The idea of naming your classes and files in this way is called PSR-0. You see, there's a lovable group called the PHP FIG. It's basically the United Nations of PHP: they come together to agree on standards that everyone should follow. PSR-0 was the first standard... called 0 because we geeks start counting, well, at 0.

It simply says that Thou shalt call your class names the same as your filenames plus .php and you shall have your directory structures match up with your namespaces.

Hello Composer

Why do we care? Because instead of having to write this autoloader by hand, you can actually include an outside library that takes care of all of it for us. The library is called Jordi, I mean, Composer: you may have heard of it.

Let's get it: Go to getcomposer.org and hit download. Copy the lines up here: if you're on Windows, you may see slightly different instructions. Then move into your terminal, open a new tab, and paste those in:

php -r "copy('https://getcomposer.org/installer', 'composer-setup.php');"
php -r "if (hash_file('SHA384', 'composer-setup.php') === 'e115a8dc7871f15d853148a7fbac7da27d6c0030b848d9b3dc09e2a0388afed865e6a3d6b3c0fad45c48e2b5fc1196ae') { echo 'Installer verified'; } else { echo 'Installer corrupt'; unlink('composer-setup.php'); } echo PHP_EOL;"
php composer-setup.php
php -r "unlink('composer-setup.php');"

This is downloading Composer, which is just a single, executable file. Usually people use Composer to download external libraries they want to use in their project. It's PHP's package manager.

But it has a second superpower: autoloading. When this command finishes, you'll end up with a composer.phar file. This is a PHP executable. We'll come back to it in a second.

Configuring Autoloading

To tell Composer to do the autoloading for us, all you need is a small configuration file called composer.json. Inside, add an autoload key, then a psr-4 key, and empty quotes set to lib:

7 lines | composer.json
{
"autoload": {
"psr-4": {
"": "lib/"
}
}
}

That's it.

Remember how I said this rule is called PSR-0? Well PSR-4 is a slight amendment to PSR-0, but they both refer to the same thing. This tells Composer that we want to autoload using the PSR-0 convention, and that it should look for all classes inside the lib directory. That's it.

Back in your terminal, run:

php composer.phar install

This command normally downloads any external packages that we need - but we haven't defined any. But it also generates some autoload files inside a new vendor/ directory.
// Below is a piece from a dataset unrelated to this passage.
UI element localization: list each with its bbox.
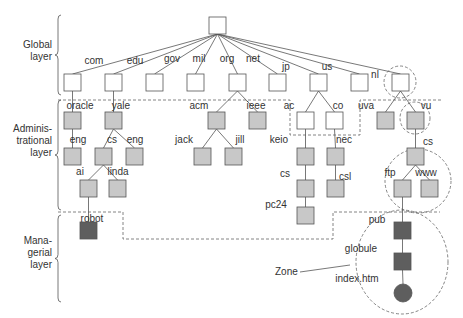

To use those, open bootstrap.php, delete all the manual autoload stuff, and replace it with just require __DIR__vendor/autoload.php, which is one of the files that composer just generated:

10 lines | bootstrap.php
// ... lines 1 - 2
require __DIR__.'/vendor/autoload.php';
// ... lines 4 - 10

That's it.

You also usually don't commit the vendor/ directory to your Git repository: team members just run this same command when they download the project.

Let's see if it works! Go back and refresh! It does! And as we add more classes and more directories to lib/, everything will keep working. AND, if you guys want to start downloading external libraries into your project via Composer, you can do that too and immediately reference those classes without needing to worry about require statements or autoloaders. Composer takes care of everything. Thanks Jordi!